AI video tools are becoming reliable enough for real marketing work
Video AI has crossed a threshold. After years of producing distorted faces and broken hands, the technology now generates output good enough for broadcast commercials-and creative agencies are building it into their standard workflows.
At AKQA, AI plays a role in most early-stage creative work, a shift that happened within the last eight months. The quality inflection point arrived this year, according to Ben Royce, the agency's CTO. The software now understands video editing terminology and the practical needs of editors in ways earlier versions didn't.
"The tools are finally at the bare minimum to start working with reliably," Royce said.
What creatives actually bring to the table now
The question for agencies: what's the value when the AI can generate video at this level?
Royce's answer is straightforward. "Clients are paying for the skill and the talent to be able to use AI effectively at their brand's quality or higher, and they're paying for taste," he said. "It's easy to produce slop. The difference is we know how to structure, create lots of assets that are good enough on the first pass or require minimal editing. That's hard. That's actually a craft."

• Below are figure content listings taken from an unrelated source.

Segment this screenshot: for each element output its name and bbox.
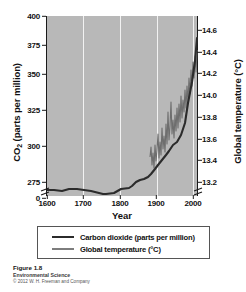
ytick-right-13-4: 13.4	[202, 156, 217, 165]
ytick-right-14-4: 14.4	[202, 48, 217, 57]
xtick-1700: 1700	[75, 199, 92, 208]
legend-label-global-temperature: Global temperature (°C)	[80, 245, 161, 254]
xtick-1900: 1900	[148, 199, 165, 208]
figure-container: 400 375 350 325 300 275 0 14.6 14.4 14.2…	[0, 0, 246, 292]
legend-label-carbon-dioxide: Carbon dioxide (parts per million)	[80, 233, 195, 242]
ytick-right-14-0: 14.0	[202, 91, 217, 100]
chart-legend: Carbon dioxide (parts per million) Globa…	[37, 226, 210, 259]
legend-swatch-global-temperature	[52, 248, 74, 249]
ytick-right-13-6: 13.6	[202, 135, 217, 144]
x-axis-title: Year	[46, 210, 198, 221]
xtick-1800: 1800	[112, 199, 129, 208]
legend-item-global-temperature: Global temperature (°C)	[52, 243, 209, 255]
ytick-left-400: 400	[0, 12, 40, 21]
xtick-1600: 1600	[39, 199, 56, 208]
ytick-right-14-6: 14.6	[202, 26, 217, 35]
figure-number: Figure 1.8	[13, 264, 193, 272]
data-curves	[47, 16, 199, 196]
xtick-2000: 2000	[185, 199, 202, 208]
ytick-right-13-8: 13.8	[202, 113, 217, 122]
legend-swatch-carbon-dioxide	[52, 236, 74, 239]
ytick-right-14-2: 14.2	[202, 69, 217, 78]
legend-item-carbon-dioxide: Carbon dioxide (parts per million)	[52, 231, 209, 243]
series-global-temperature	[150, 50, 197, 168]
figure-copyright: © 2012 W. H. Freeman and Company	[13, 279, 193, 285]
y-axis-title-right: Global temperature (°C)	[232, 37, 243, 187]
plot-area	[46, 16, 198, 196]
figure-caption: Figure 1.8 Environmental Science © 2012 …	[13, 264, 193, 286]
y-axis-title-left: CO2 (parts per million)	[11, 37, 24, 187]
axis-break-right-icon	[193, 186, 205, 198]
ytick-left-zero: 0	[0, 194, 40, 203]
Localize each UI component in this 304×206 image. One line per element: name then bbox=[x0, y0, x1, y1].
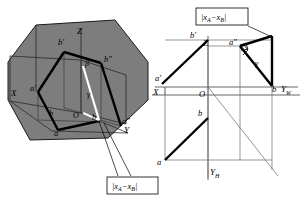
right-point-label-b-top: b bbox=[198, 108, 202, 118]
left-point-label-a-side: a″ bbox=[122, 116, 130, 126]
right-construction-lines bbox=[165, 40, 278, 178]
right-angle-label-gamma: γ bbox=[255, 58, 259, 68]
right-point-label-b-side: b bbox=[272, 84, 276, 94]
left-point-label-b-plain: b bbox=[92, 113, 96, 122]
right-origin-label: O bbox=[199, 89, 205, 99]
right-axis-label-x: X bbox=[152, 87, 159, 97]
right-point-label-a-front: a' bbox=[155, 73, 161, 83]
right-axis-label-yw: YW bbox=[281, 84, 292, 96]
figure-canvas: Z X Y O b' b″ a' a″ a b b β γ |xA−xB| bbox=[0, 0, 304, 206]
left-view-group: Z X Y O b' b″ a' a″ a b b β γ |xA−xB| bbox=[8, 20, 158, 194]
left-point-label-b-side: b″ bbox=[104, 54, 112, 64]
left-point-label-a-top: a bbox=[54, 128, 58, 138]
right-point-label-a-top: a bbox=[157, 157, 161, 167]
left-point-label-b-front: b' bbox=[58, 37, 64, 47]
left-axis-label-x: X bbox=[10, 88, 17, 98]
right-axis-lines bbox=[152, 36, 300, 180]
left-point-label-b-top: b bbox=[49, 109, 53, 118]
distance-callout-left[interactable]: |xA−xB| bbox=[107, 177, 158, 194]
right-axis-label-yh: YH bbox=[210, 167, 220, 179]
technical-drawing-svg: Z X Y O b' b″ a' a″ a b b β γ |xA−xB| bbox=[0, 0, 304, 206]
right-point-label-a-side: a″ bbox=[229, 37, 237, 47]
left-axis-label-y: Y bbox=[124, 125, 130, 135]
callout-leader-right bbox=[248, 26, 272, 37]
right-point-label-b-front: b' bbox=[190, 30, 196, 40]
left-angle-label-beta: β bbox=[84, 59, 89, 68]
left-point-label-a-front: a' bbox=[30, 83, 36, 93]
left-origin-label: O bbox=[73, 111, 79, 120]
distance-callout-right[interactable]: |xA−xB| bbox=[196, 8, 248, 25]
right-view-group: Z X YW YH O a' b' a″ b b a γ |xA−xB| bbox=[152, 8, 300, 180]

At AKQA, one concrete timesaver involves uploading a brand's existing 3D assets-say, a Lexus SUV-then using AI to generate hundreds or thousands of variations. The car driving through snow in Sweden. The same car on Brooklyn streets in different lighting and weather. Previously, those variations required flights, hotels, and location shoots.
"All of a sudden you can do a lot more testing because the barrier to entry to more variants is not flights and hotels, it's creativity," Royce said.
Multi-model platforms are replacing single tools
New platforms are letting professionals switch between different video models depending on the task. Magnific, a tool used in campaigns for Carl's Jr., Puma, and Amazon Prime's House of David, operates this way-giving creators access to multiple top models rather than forcing them into one ecosystem.
The shift reflects a broader change in how agencies approach AI. Instead of betting on a single vendor, they're building workflows that mix and match tools based on what works best for each specific job.
Legal concerns have started to ease
Brands were initially hesitant about copyright and fair use questions surrounding video AI. That caution is shifting as court rulings clarify what's permissible and as model providers become more transparent about training data sources.
"Today, all the big video models are backed by a social network-that's where they are getting their video," said Joaquín Cuenca Abela, co-founder and CEO of Magnific. "It's a combination of more clear provenance of the data used to train the models and some rulings that are giving brands a peace of mind that this is actually OK."
Royce advises brand clients to work only with enterprise platforms that contractually guarantee they won't use client work to train future model versions. Model providers have become more serious about these guarantees, he said.
Adobe's Hannah Elsakr, VP of GenAI new business ventures, said brands care equally about output quality. "When it's protective of their IP and they see that the output-at a bit-depth, at a quality, the color, the character, the physics-is in keeping with their brand," they're willing to adopt AI tools.
The skill gap is real
Despite the progress, talent remains essential. Royce is direct about this: "You can give the best tools to someone who doesn't know what they're doing, and it's not gonna end well."
Understanding how AI models respond to prompts, what they excel at, and where they struggle-that's a learnable skill. It's not replacing creative talent. It's adding a new technical layer to the craft.
Nearly nine in 10 digital video buyers said they used or planned to use AI in video creation, according to an Interactive Advertising Bureau survey. The platforms exist. The legal questions have clearer answers. The remaining variable is whether creatives develop the skill to use these tools effectively.